Part III: The Stratigraphic Record

Carbonaceous sediments and palaeoenvironment of the Cretaceous South Atlantic Ocean

H. B. Zimmerman

Union College, Schenectady, N.Y. USA
Division of Polar Programs, National Science Foundation, Washington, D.C. 20550, USA

A. Boersma & F. W. McCoy

, 404 Gate Hill Road, Stony Point, N.Y. USA
Lamont-Doherty Geological Observatory, Palisades, N.Y. USA

The distribution of sapropelic sediments in the early South Atlantic Ocean is used to test palaeocirculation models related to oxygen-deficient conditions. The data presented here demonstrate that preservation of organic matter was widespread and occurred in many phsyiographic settings. Given the silled-basin physiography of the relatively isolated South Atlantic and the benign Cretaceous climate, a preservational model of sapropel accumulation and its corollary of restricted bottom circulation successfully satisfy the constraints of the geological record. Under the environmental conditions outlined for the early and mid-Cretaceous, a generally dysoxic condition for the warm saline bottom-water is appropriate.
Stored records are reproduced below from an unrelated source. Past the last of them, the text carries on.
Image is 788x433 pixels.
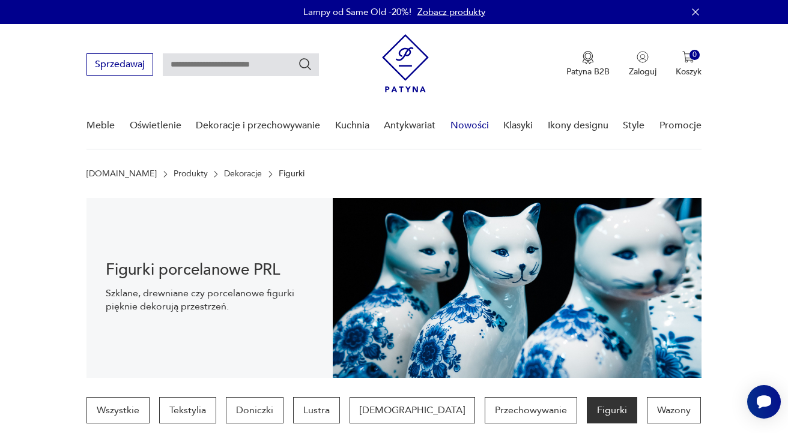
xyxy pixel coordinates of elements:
[566,51,609,77] button: Patyna B2B
[582,51,594,64] img: Ikona medalu
[382,34,429,92] img: Patyna - sklep z meblami i dekoracjami vintage
[224,169,262,179] a: Dekoracje
[547,103,608,149] a: Ikony designu
[417,6,485,18] a: Zobacz produkty
[659,103,701,149] a: Promocje
[636,51,648,63] img: Ikonka użytkownika
[293,397,340,424] a: Lustra
[384,103,435,149] a: Antykwariat
[159,397,216,424] a: Tekstylia
[226,397,283,424] a: Doniczki
[646,397,700,424] a: Wazony
[747,385,780,419] iframe: Smartsupp widget button
[86,103,115,149] a: Meble
[566,51,609,77] a: Ikona medaluPatyna B2B
[503,103,532,149] a: Klasyki
[675,66,701,77] p: Koszyk
[689,50,699,60] div: 0
[106,263,313,277] h1: Figurki porcelanowe PRL
[130,103,181,149] a: Oświetlenie
[279,169,304,179] p: Figurki
[450,103,489,149] a: Nowości
[86,53,153,76] button: Sprzedawaj
[675,51,701,77] button: 0Koszyk
[86,169,157,179] a: [DOMAIN_NAME]
[106,287,313,313] p: Szklane, drewniane czy porcelanowe figurki pięknie dekorują przestrzeń.
[196,103,320,149] a: Dekoracje i przechowywanie
[622,103,644,149] a: Style
[682,51,694,63] img: Ikona koszyka
[349,397,475,424] a: [DEMOGRAPHIC_DATA]
[566,66,609,77] p: Patyna B2B
[86,61,153,70] a: Sprzedawaj
[586,397,637,424] a: Figurki
[86,397,149,424] a: Wszystkie
[628,66,656,77] p: Zaloguj
[628,51,656,77] button: Zaloguj
[298,57,312,71] button: Szukaj
[335,103,369,149] a: Kuchnia
[484,397,577,424] a: Przechowywanie
[303,6,411,18] p: Lampy od Same Old -20%!
[173,169,208,179] a: Produkty
[333,198,701,378] img: Figurki vintage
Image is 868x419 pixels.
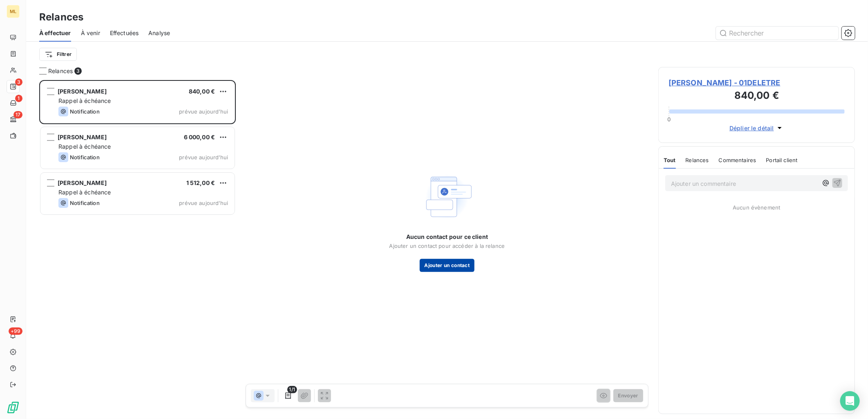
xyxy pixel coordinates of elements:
[669,89,844,105] h3: 840,00 €
[716,27,839,40] input: Rechercher
[58,133,107,141] span: [PERSON_NAME]
[664,157,676,164] span: Tout
[287,386,297,394] span: 1/1
[48,67,72,75] span: Relances
[15,95,23,103] span: 1
[9,328,23,335] span: +99
[74,68,81,75] span: 3
[184,133,216,141] span: 6 000,00 €
[148,29,170,37] span: Analyse
[186,180,216,186] span: 1 512,00 €
[766,157,798,164] span: Portail client
[421,171,473,223] img: Empty state
[70,154,100,160] span: Notification
[59,189,111,196] span: Rappel à échéance
[58,180,107,186] span: [PERSON_NAME]
[70,200,100,207] span: Notification
[179,154,228,160] span: prévue aujourd’hui
[667,116,670,123] span: 0
[39,29,71,37] span: À effectuer
[110,29,139,37] span: Effectuées
[179,108,228,115] span: prévue aujourd’hui
[59,98,111,104] span: Rappel à échéance
[733,204,780,211] span: Aucun évènement
[81,29,100,37] span: À venir
[14,111,23,119] span: 17
[39,10,83,24] h3: Relances
[189,88,215,95] span: 840,00 €
[840,391,860,411] div: Open Intercom Messenger
[420,259,475,273] button: Ajouter un contact
[58,88,107,95] span: [PERSON_NAME]
[686,157,709,164] span: Relances
[7,5,20,18] div: ML
[7,401,20,414] img: Logo LeanPay
[406,233,488,241] span: Aucun contact pour ce client
[39,48,76,61] button: Filtrer
[390,242,505,249] span: Ajouter un contact pour accéder à la relance
[719,157,757,164] span: Commentaires
[70,108,100,115] span: Notification
[730,124,774,133] span: Déplier le détail
[15,78,23,85] span: 3
[669,77,844,89] span: [PERSON_NAME] - 01DELETRE
[179,200,228,207] span: prévue aujourd’hui
[59,143,111,150] span: Rappel à échéance
[613,390,643,403] button: Envoyer
[727,124,786,133] button: Déplier le détail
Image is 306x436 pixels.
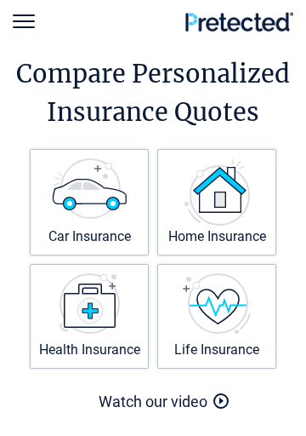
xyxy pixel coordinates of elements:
a: Watch our video [99,392,208,410]
h1: Compare Personalized Insurance Quotes [13,55,294,132]
img: Pretected Logo [185,12,294,31]
img: Car Insurance [52,158,127,219]
img: Home Insurance [185,158,250,226]
img: Health Insurance [60,273,120,334]
a: Health Insurance [30,264,149,369]
a: Car Insurance [30,149,149,255]
img: Life Insurance [183,273,251,334]
a: Life Insurance [157,264,277,369]
a: Home Insurance [157,149,277,255]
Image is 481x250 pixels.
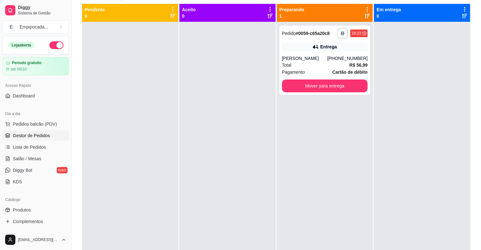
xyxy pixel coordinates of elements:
[3,57,69,75] a: Período gratuitoaté 06/10
[182,6,196,13] p: Aceito
[3,176,69,187] a: KDS
[20,24,48,30] div: Empipocada ...
[12,61,42,65] article: Período gratuito
[279,13,304,19] p: 1
[282,79,368,92] button: Mover para entrega
[13,207,31,213] span: Produtos
[3,194,69,205] div: Catálogo
[376,6,401,13] p: Em entrega
[18,5,66,11] span: Diggy
[349,62,367,68] strong: R$ 56,99
[13,178,22,185] span: KDS
[11,67,27,72] article: até 06/10
[3,216,69,226] a: Complementos
[13,144,46,150] span: Lista de Pedidos
[13,93,35,99] span: Dashboard
[3,165,69,175] a: Diggy Botnovo
[13,155,41,162] span: Salão / Mesas
[282,69,305,76] span: Pagamento
[296,31,330,36] strong: # 0059-c65a20c8
[85,13,105,19] p: 0
[351,31,361,36] div: 19:23
[3,80,69,91] div: Acesso Rápido
[13,218,43,225] span: Complementos
[13,167,32,173] span: Diggy Bot
[3,142,69,152] a: Lista de Pedidos
[376,13,401,19] p: 0
[3,153,69,164] a: Salão / Mesas
[18,237,59,242] span: [EMAIL_ADDRESS][DOMAIN_NAME]
[3,232,69,247] button: [EMAIL_ADDRESS][DOMAIN_NAME]
[18,11,66,16] span: Sistema de Gestão
[3,3,69,18] a: DiggySistema de Gestão
[332,70,367,75] strong: Cartão de débito
[282,55,327,61] div: [PERSON_NAME]
[3,205,69,215] a: Produtos
[13,121,57,127] span: Pedidos balcão (PDV)
[3,130,69,141] a: Gestor de Pedidos
[282,31,296,36] span: Pedido
[282,61,291,69] span: Total
[49,41,63,49] button: Alterar Status
[8,24,14,30] span: E
[320,44,337,50] div: Entrega
[3,109,69,119] div: Dia a dia
[85,6,105,13] p: Pendente
[3,119,69,129] button: Pedidos balcão (PDV)
[8,42,35,49] div: Loja aberta
[3,20,69,33] button: Select a team
[13,132,50,139] span: Gestor de Pedidos
[3,91,69,101] a: Dashboard
[279,6,304,13] p: Preparando
[327,55,367,61] div: [PHONE_NUMBER]
[182,13,196,19] p: 0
The prevailing dysoxia, however, was punctuated by episodic bottom anoxia, which often expanded into the upper reaches of the water column. In the Cretaceous South Atlantic, the only excursion from the dysoxic condition occurred during a Cenomanian ‘ventilation event’ (represented by a widespread hiatus in the stratigraphic record) which is tied to an interval of climatic cooling and the establishment of effective circulation between the North and South Atlantic Oceans. The geological record for epicontinental regions, although modified by local physiography and other environmental parameters, suggests a relationship between sea-level positions and sapropel accumulation. No relationship, however, can be established between sea-level and sapropel preservation in the oceanic basins of the South Atlantic.